Later constructions include the Budapest Holocaust Memorial Center (2002) and, near Chicago, the Illinois Holocaust Museum and Education Center (2009).

On the Nazi art plunder:

As of 2017, there is an estimated $37B in art treasures still missing from the Nazi plunder of Europe during WW2, which does not count the art that current sits in museums and private collections around the world that was possessed, repossessed, or sold, in public or in private, over the years. The US estimates that 20% of Europe’s art disappeared into the hands of the Germans.

A new multi-million dollar stash seems to show up every year or so, as people or families with whom some of this stuff was sequestered die. And some of the art, generated by those deemed as degenerates by the Reich, was destroyed in public burnings.

The topic is a complex one. Many of the major US museums have posted the items in their collections whose provenance is questioned, and in recent years a few of them have hired staff members to more proactively seek out the history of these pieces. When you visit the Hermitage in St. Petersburg, you encounter an impressive collection of impressionist paintings that were originally looted by the Nazis then claimed as spoils in retribution by the Russian army.

Perhaps most notable is the case of the five paintings by Gustav Klimt, long held by the Belvedere Gallery in Vienna, that were awarded in 2006 by a panel of Austrian judges to Maria Altmann, the 90-year-old Los Angeles niece of a Viennese Jew from whom the paintings were stolen in 1938. She subsequently sold the pictures, one of them—the famed Gold Portrait of her aunt Adele Bloch-Bauer—to Ronald Lauder for a record $135 million. This story is told in a terrific documentary “The Rape of Europa” (2008).

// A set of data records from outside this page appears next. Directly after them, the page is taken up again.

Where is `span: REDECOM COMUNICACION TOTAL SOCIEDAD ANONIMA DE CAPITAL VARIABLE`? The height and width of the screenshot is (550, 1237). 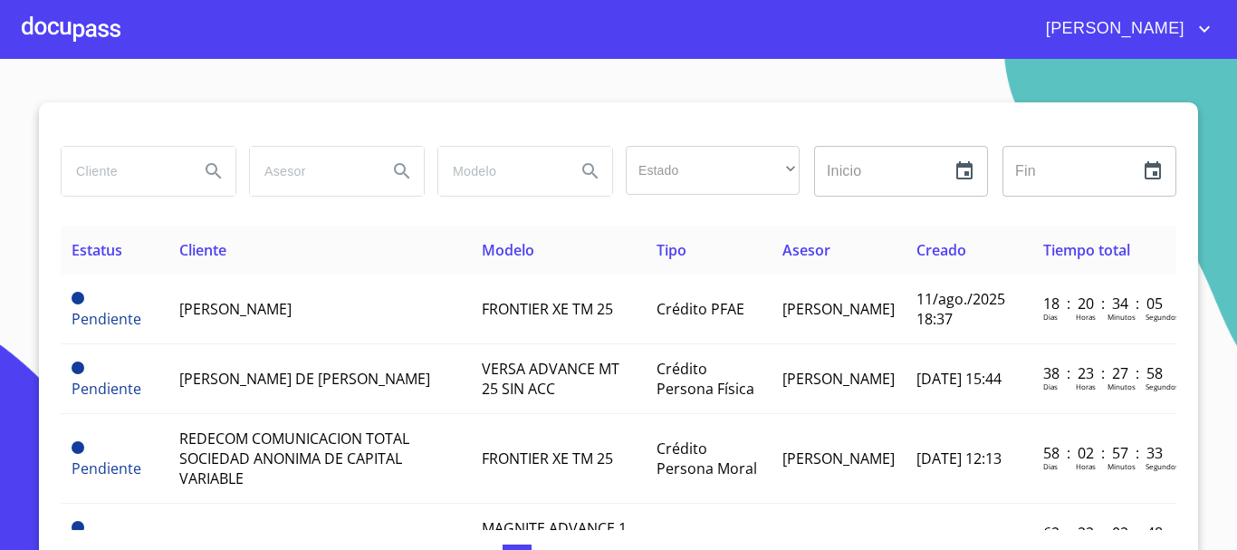
span: REDECOM COMUNICACION TOTAL SOCIEDAD ANONIMA DE CAPITAL VARIABLE is located at coordinates (294, 458).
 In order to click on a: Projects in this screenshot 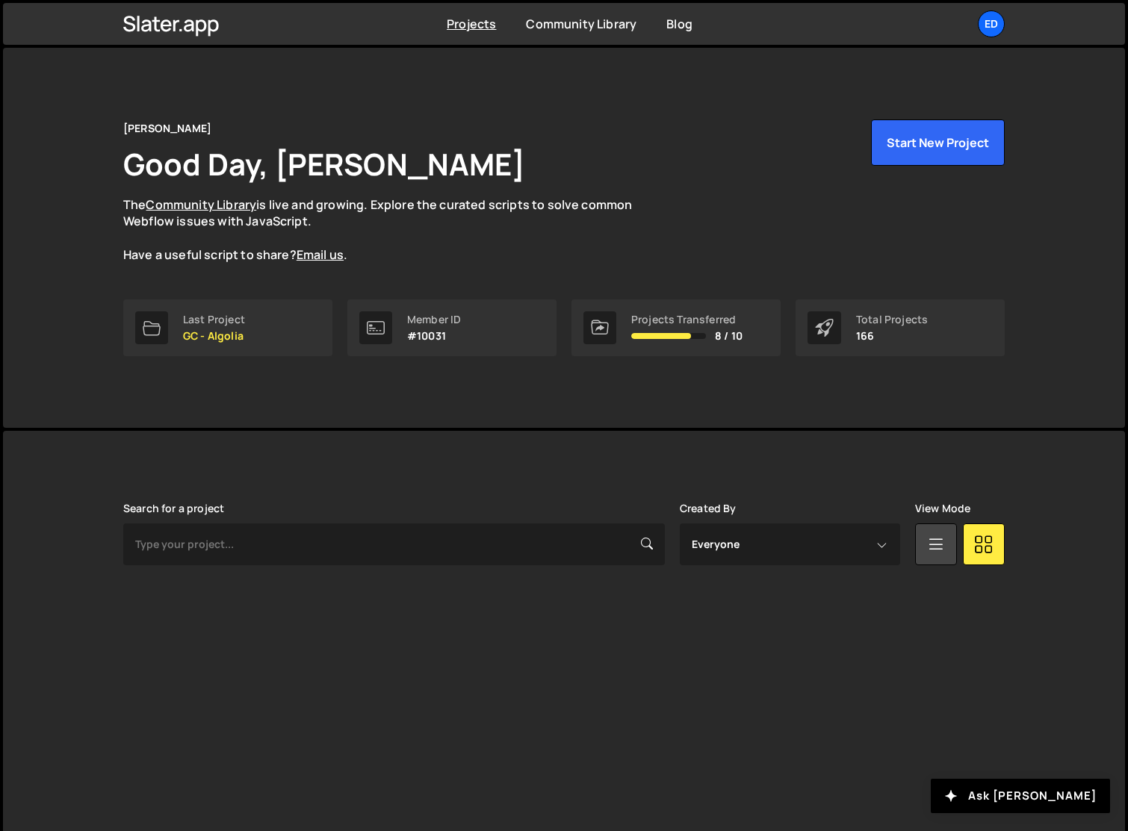, I will do `click(471, 24)`.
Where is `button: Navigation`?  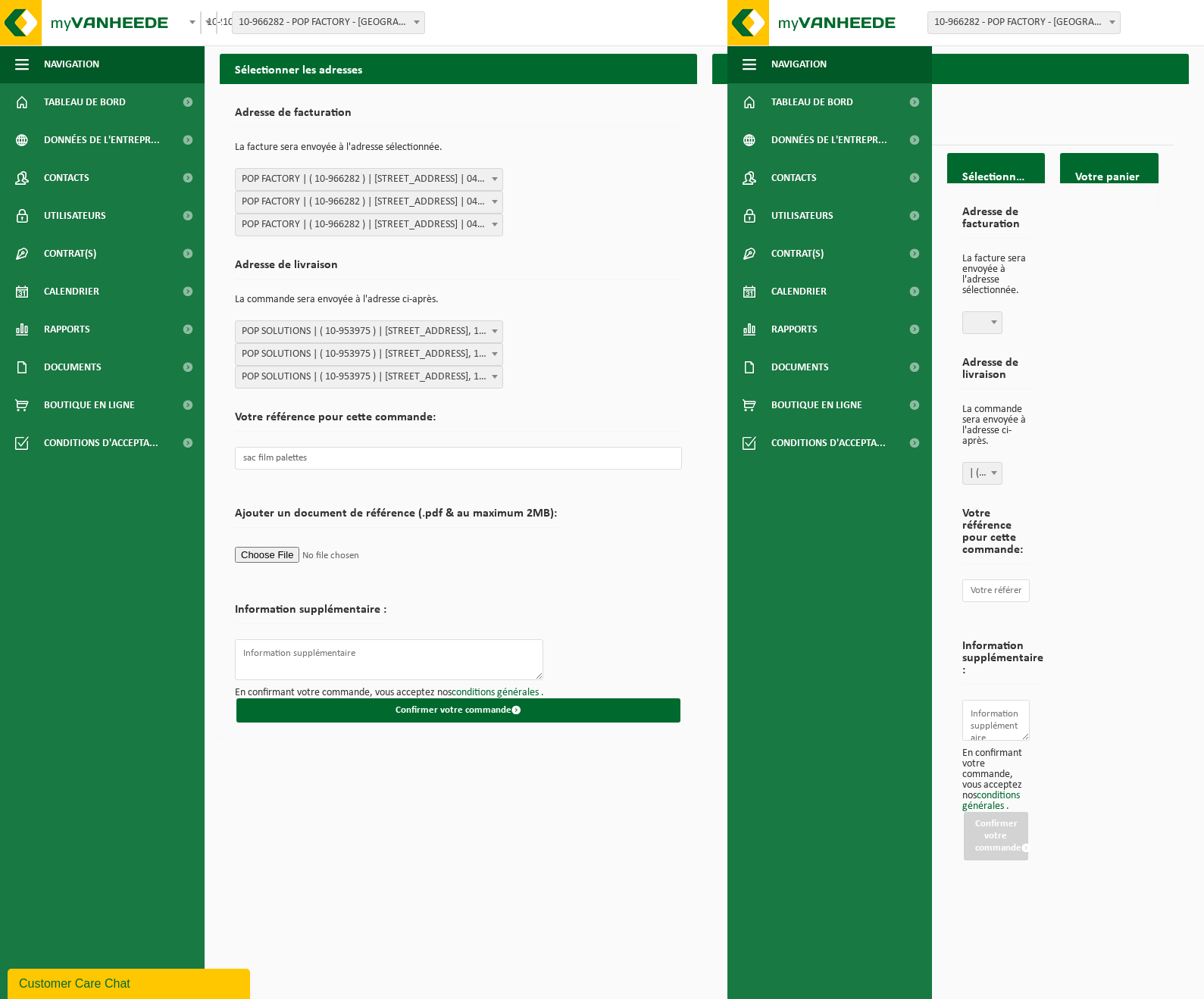
button: Navigation is located at coordinates (830, 64).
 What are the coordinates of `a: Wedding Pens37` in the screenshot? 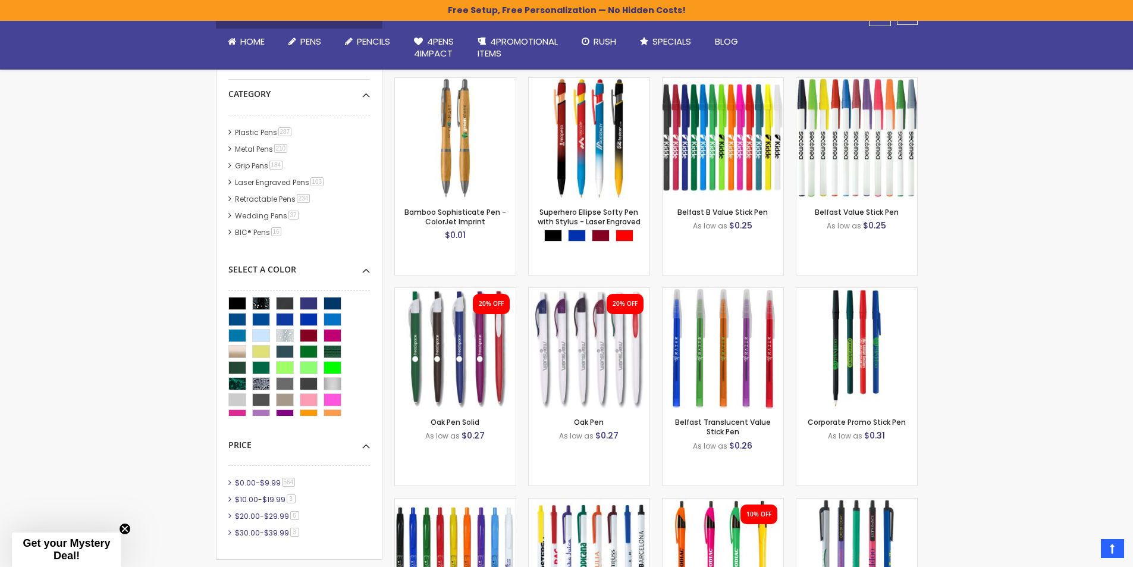 It's located at (267, 215).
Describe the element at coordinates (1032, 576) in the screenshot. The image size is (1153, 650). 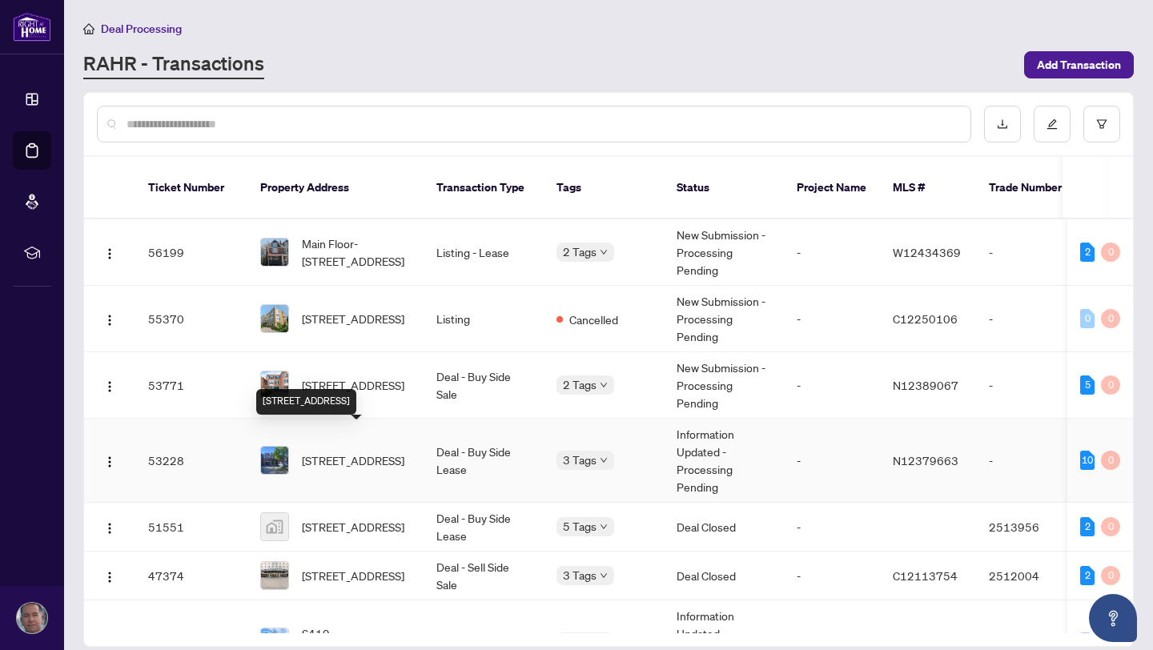
I see `td: 2512004` at that location.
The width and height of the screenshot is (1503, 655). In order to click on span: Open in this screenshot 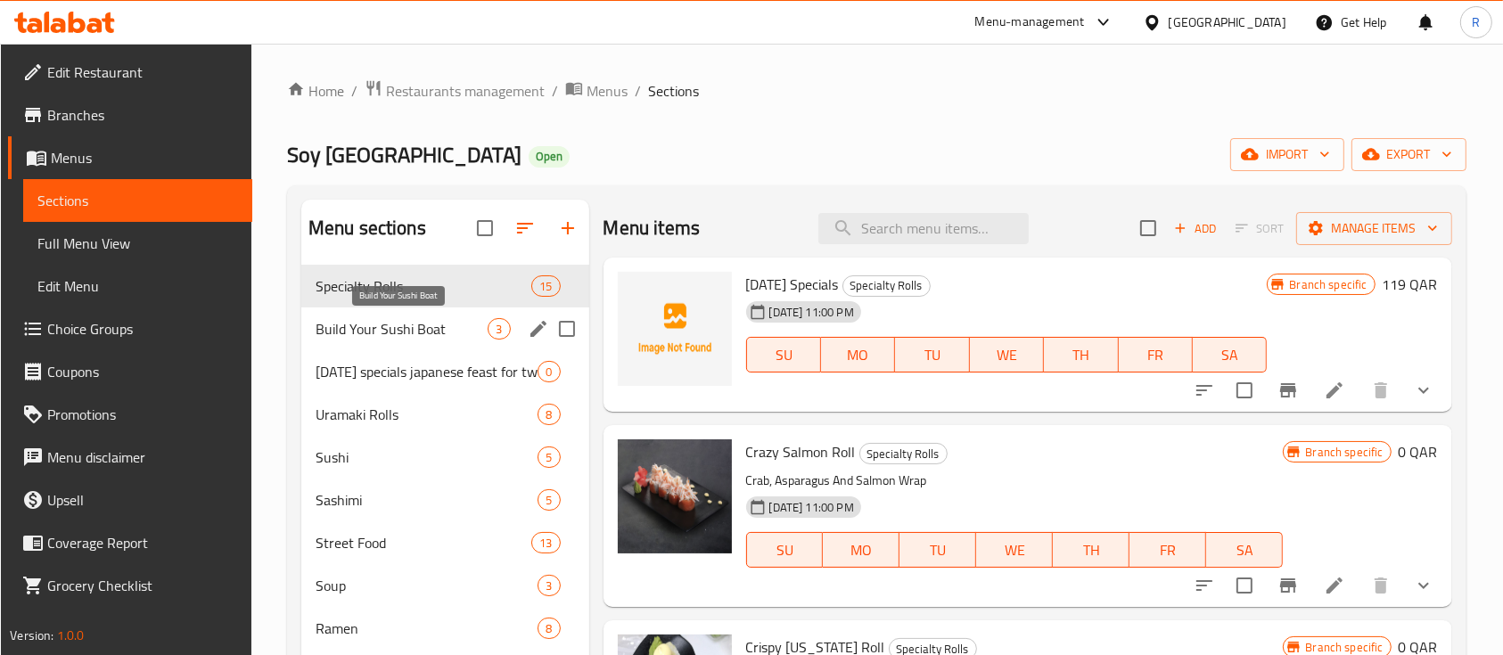, I will do `click(549, 156)`.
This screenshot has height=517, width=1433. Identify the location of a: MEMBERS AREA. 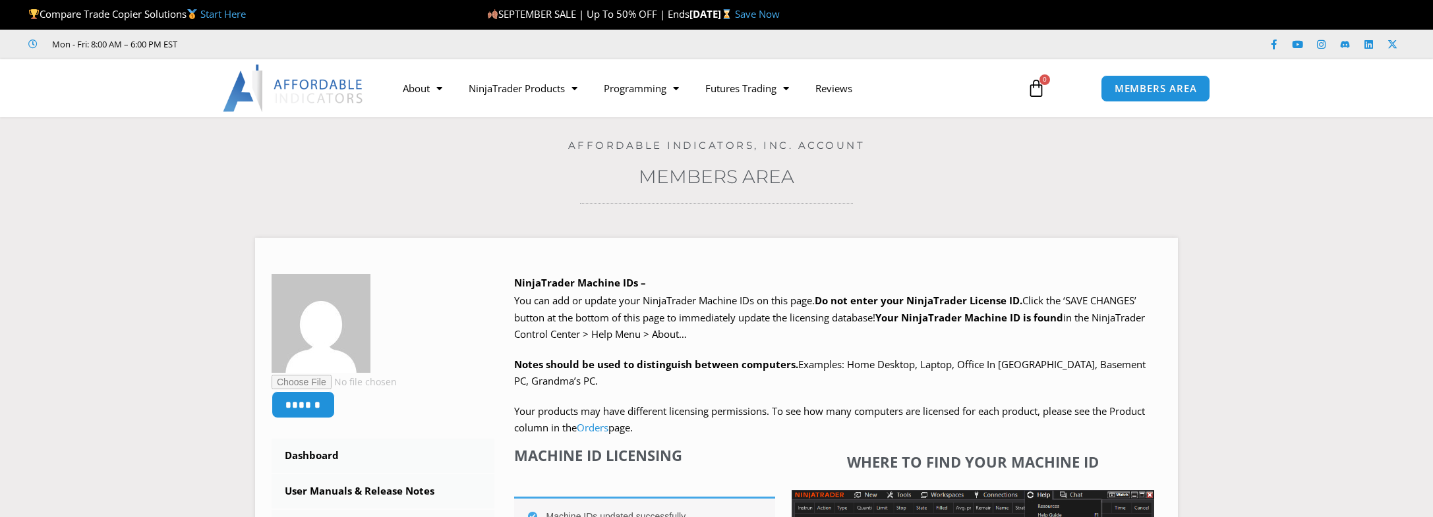
(1155, 88).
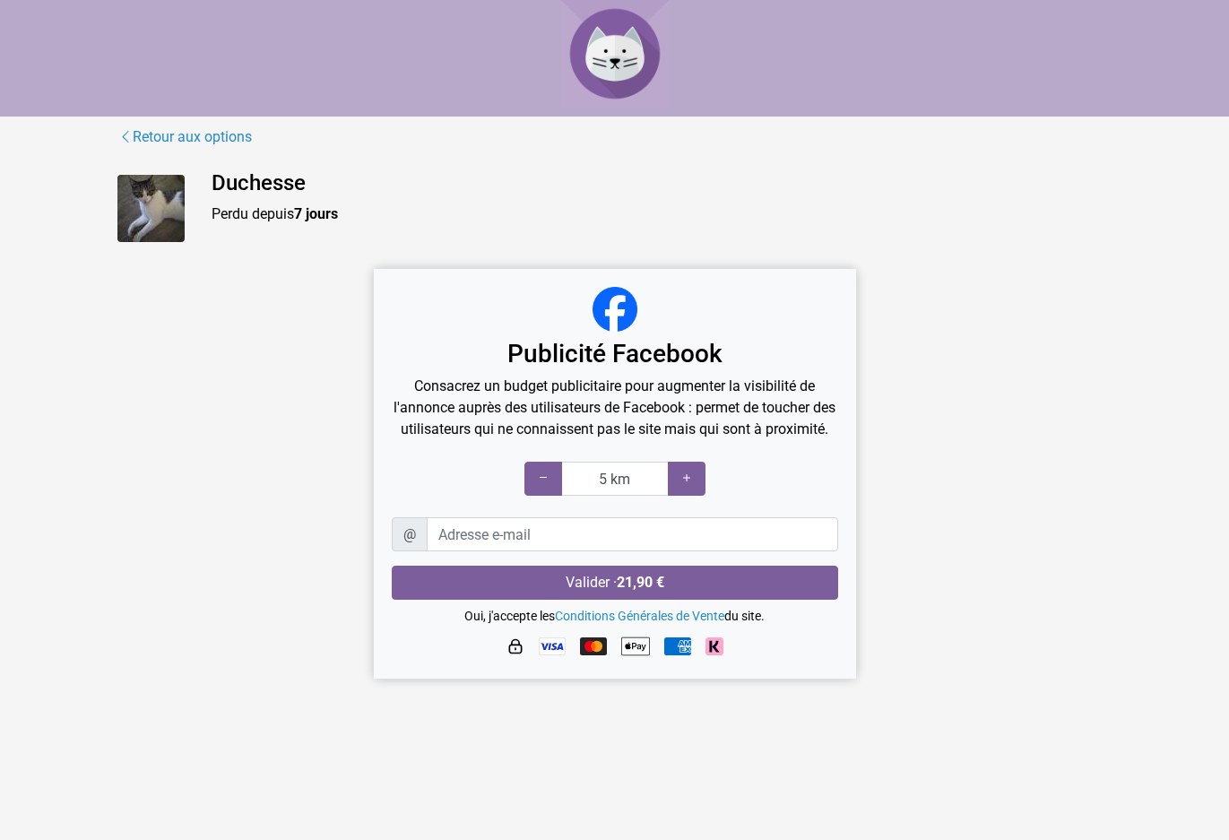 Image resolution: width=1229 pixels, height=840 pixels. What do you see at coordinates (185, 137) in the screenshot?
I see `a: Retour aux options` at bounding box center [185, 137].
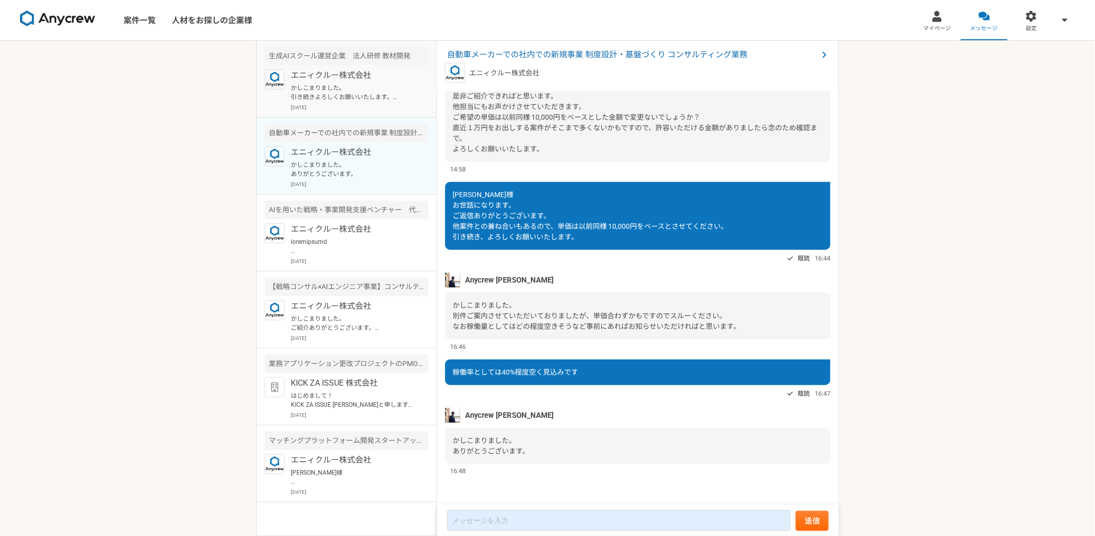  What do you see at coordinates (353, 92) in the screenshot?
I see `p: かしこまりました。 引き続きよろしくお願いいたします。 尚、以前お話ししましたTo22様にもご案内させていただきました。何かありましたらご連絡させていただきます。 よろしくお願いいたします。` at bounding box center [353, 92].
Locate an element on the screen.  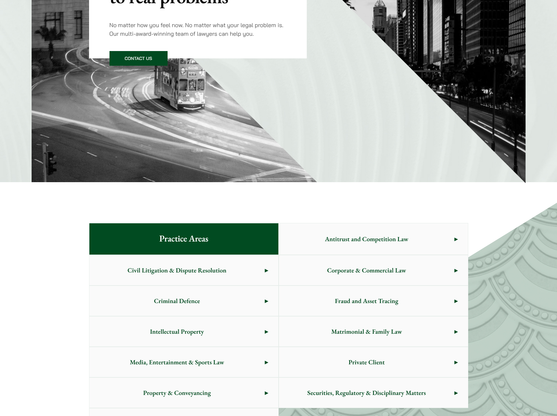
span: Securities, Regulatory & Disciplinary Matters is located at coordinates (367, 393).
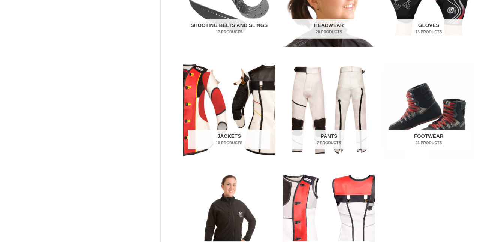  What do you see at coordinates (429, 143) in the screenshot?
I see `mark: 23 Products` at bounding box center [429, 143].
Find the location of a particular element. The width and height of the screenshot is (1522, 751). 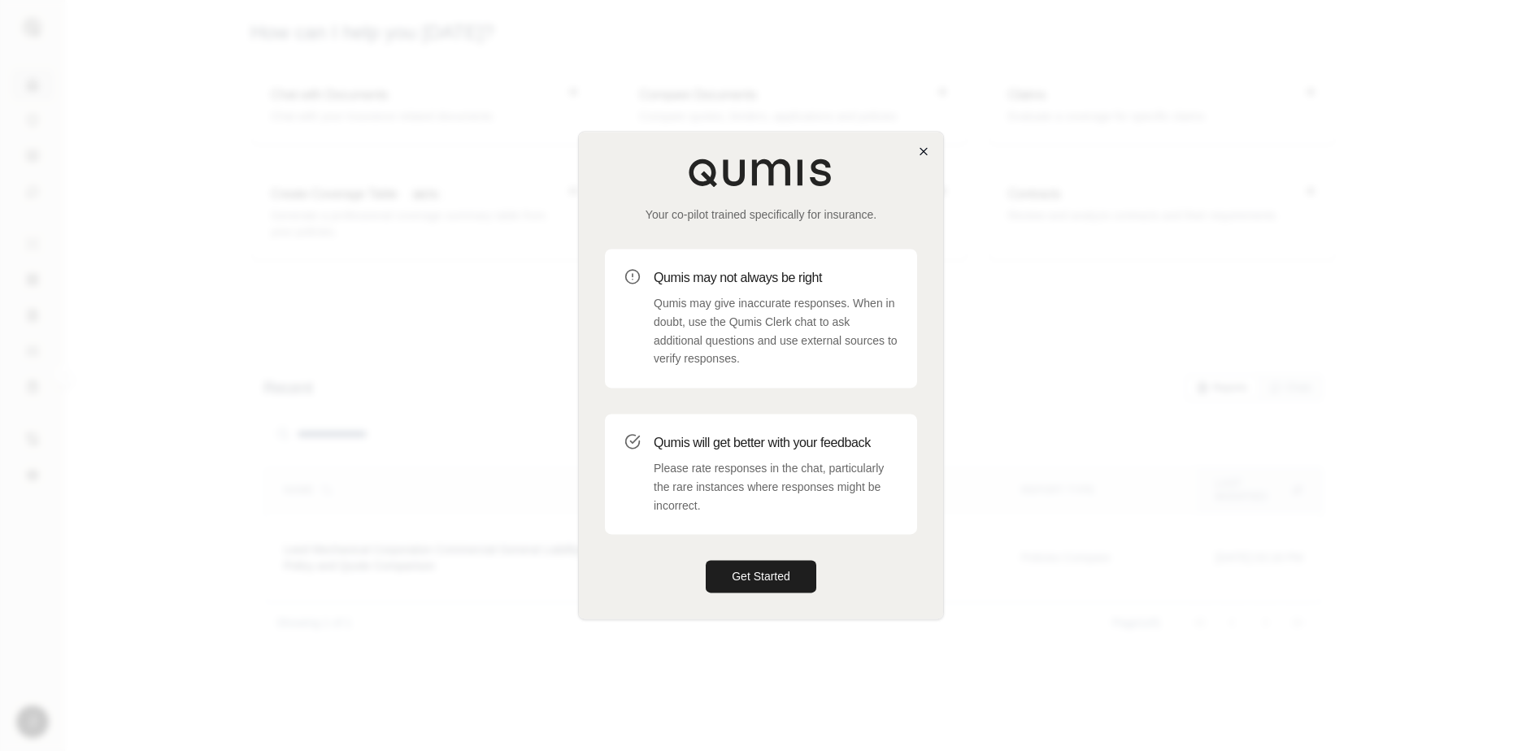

Since then, the same story was dramatized with moderate success in the 2015 Helen Mirren film “Woman in Gold” (the documentary is infinitely better), and the 2014 “Monuments Men,” which should have been a lot better than it was.

The holdings of the Hermitage, and the push to restore ownership, are taken up at the end of “Europa” and the poignant point is made – while the sense of restitution still lives in the minds and experiences of the Russian people who are alive and still so strongly affected by WW2, perhaps it is best to simply wait a while before pursuing for justice in the return of these objects. Their conclusion: it is still simply too soon.